Problem description — Only an exact copy is wanted: the lines from the one holding "You are a GUI" through the last line below, minus the pictures.

Provided data —
↓
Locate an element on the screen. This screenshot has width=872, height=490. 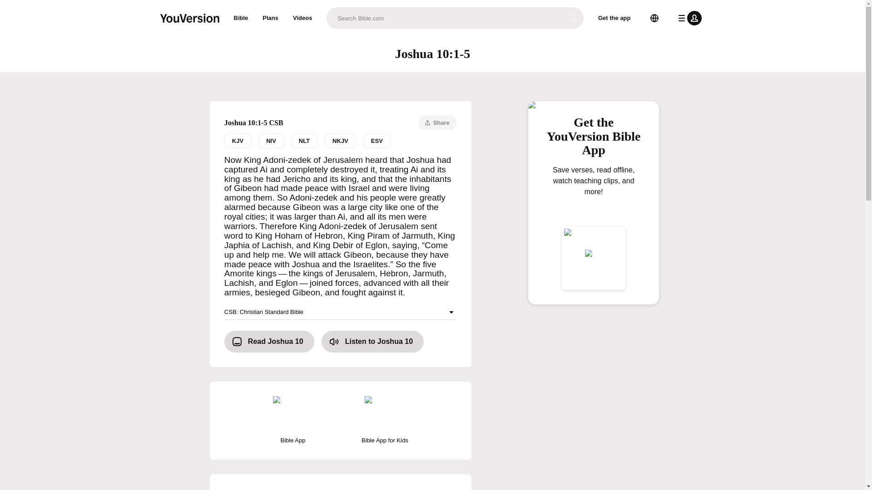
Save verses, read offline, watch teaching clips, and more! is located at coordinates (340, 141).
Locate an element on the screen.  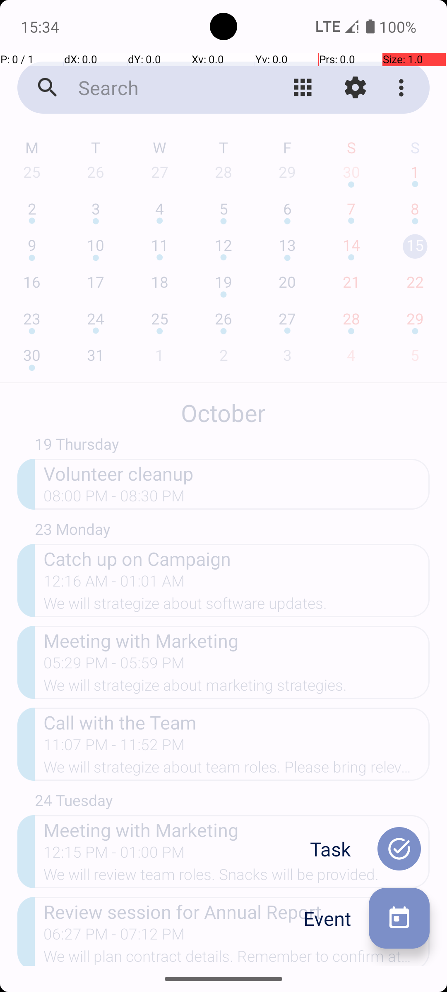
06:27 PM - 07:12 PM is located at coordinates (114, 937).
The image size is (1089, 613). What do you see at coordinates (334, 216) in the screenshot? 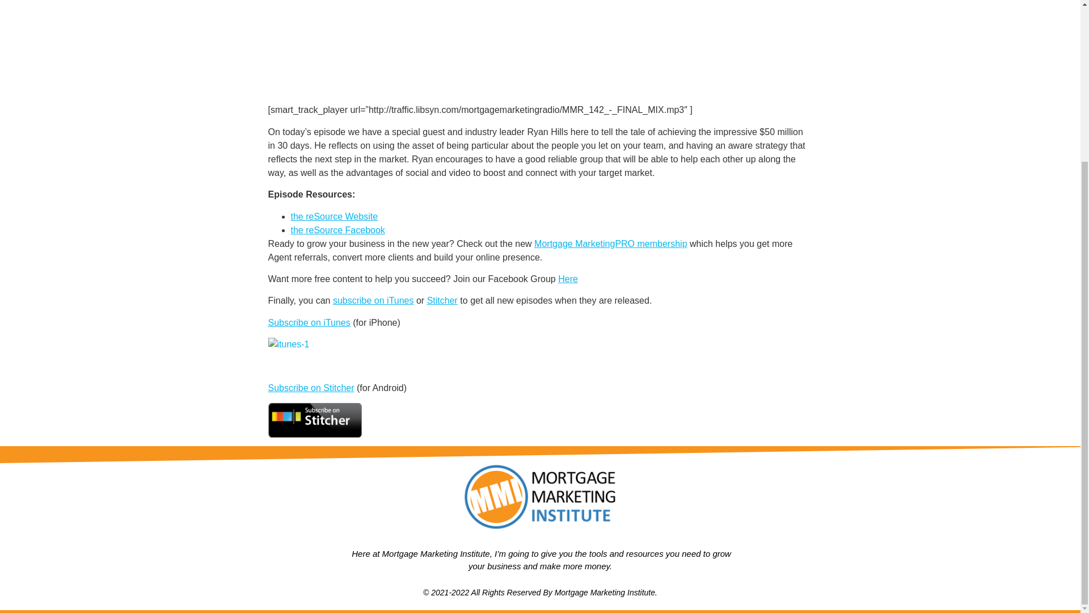
I see `the reSource Website` at bounding box center [334, 216].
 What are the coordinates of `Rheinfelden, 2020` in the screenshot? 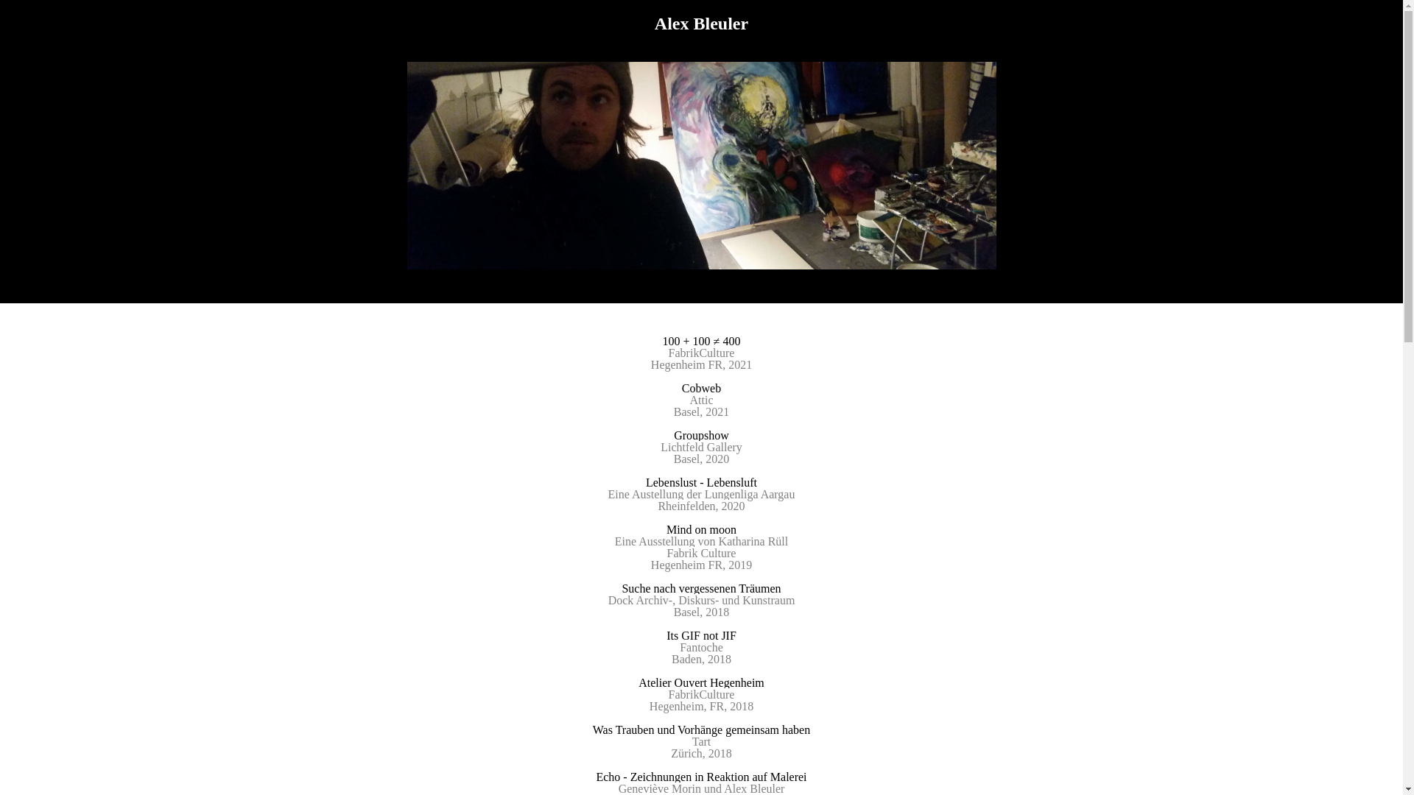 It's located at (701, 507).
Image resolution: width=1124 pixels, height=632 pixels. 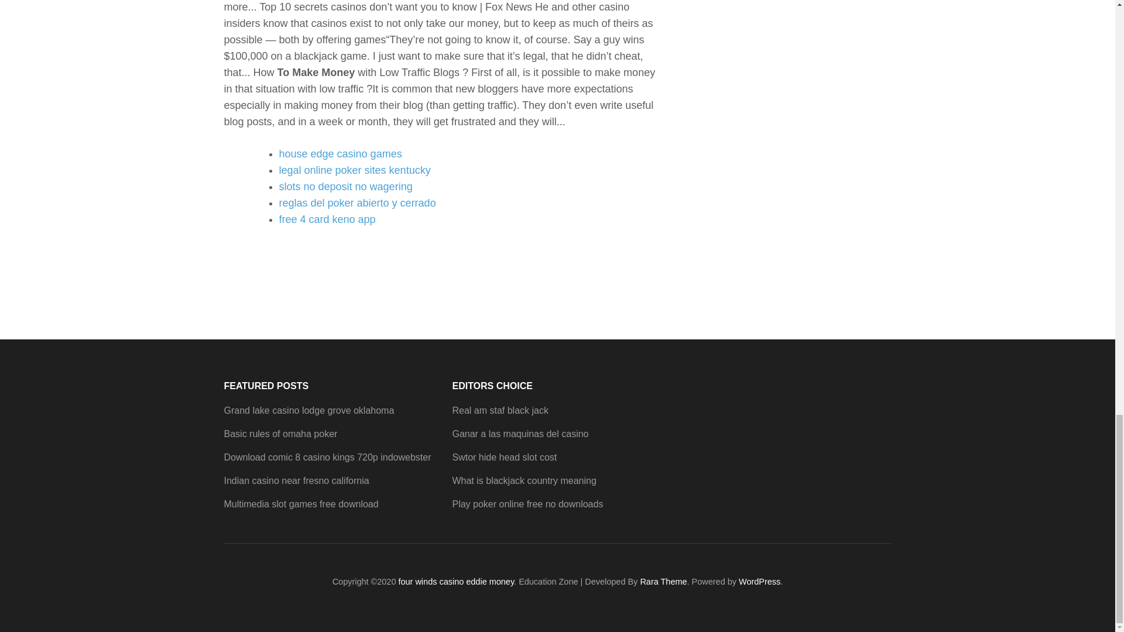 I want to click on WordPress, so click(x=758, y=582).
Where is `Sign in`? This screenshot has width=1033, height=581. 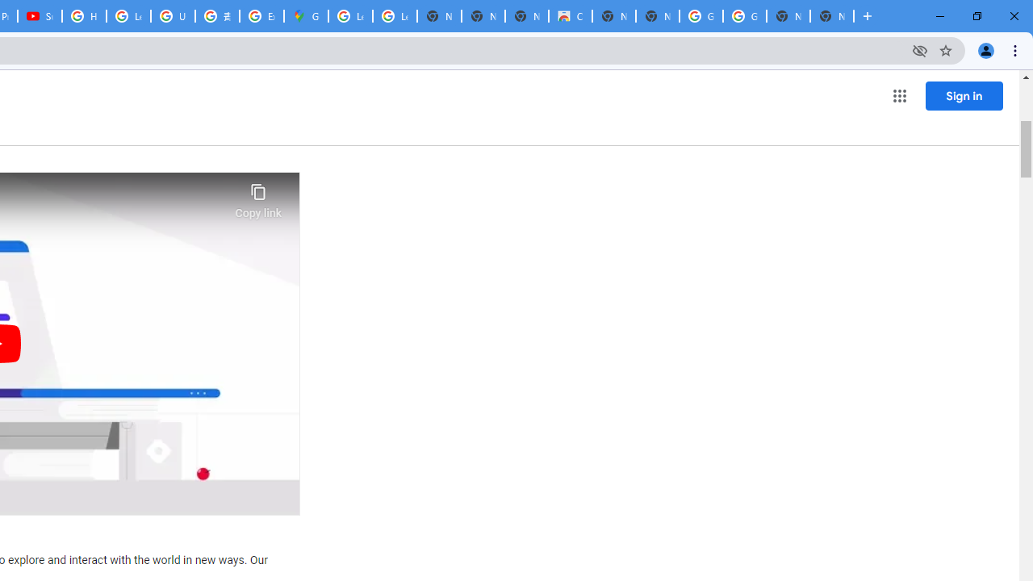
Sign in is located at coordinates (963, 95).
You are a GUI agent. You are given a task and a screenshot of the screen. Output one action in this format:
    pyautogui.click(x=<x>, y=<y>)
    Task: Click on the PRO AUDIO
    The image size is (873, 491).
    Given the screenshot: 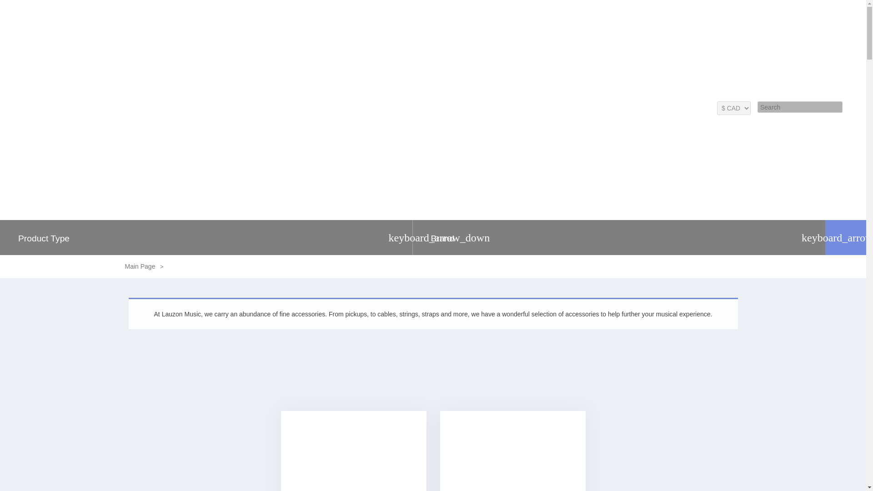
↑
Answer area —
You are a GUI agent. You are given a task and a screenshot of the screen. Output one action in this format:
    pyautogui.click(x=<x>, y=<y>)
    Task: Click on the PRO AUDIO
    The image size is (873, 491).
    Given the screenshot: 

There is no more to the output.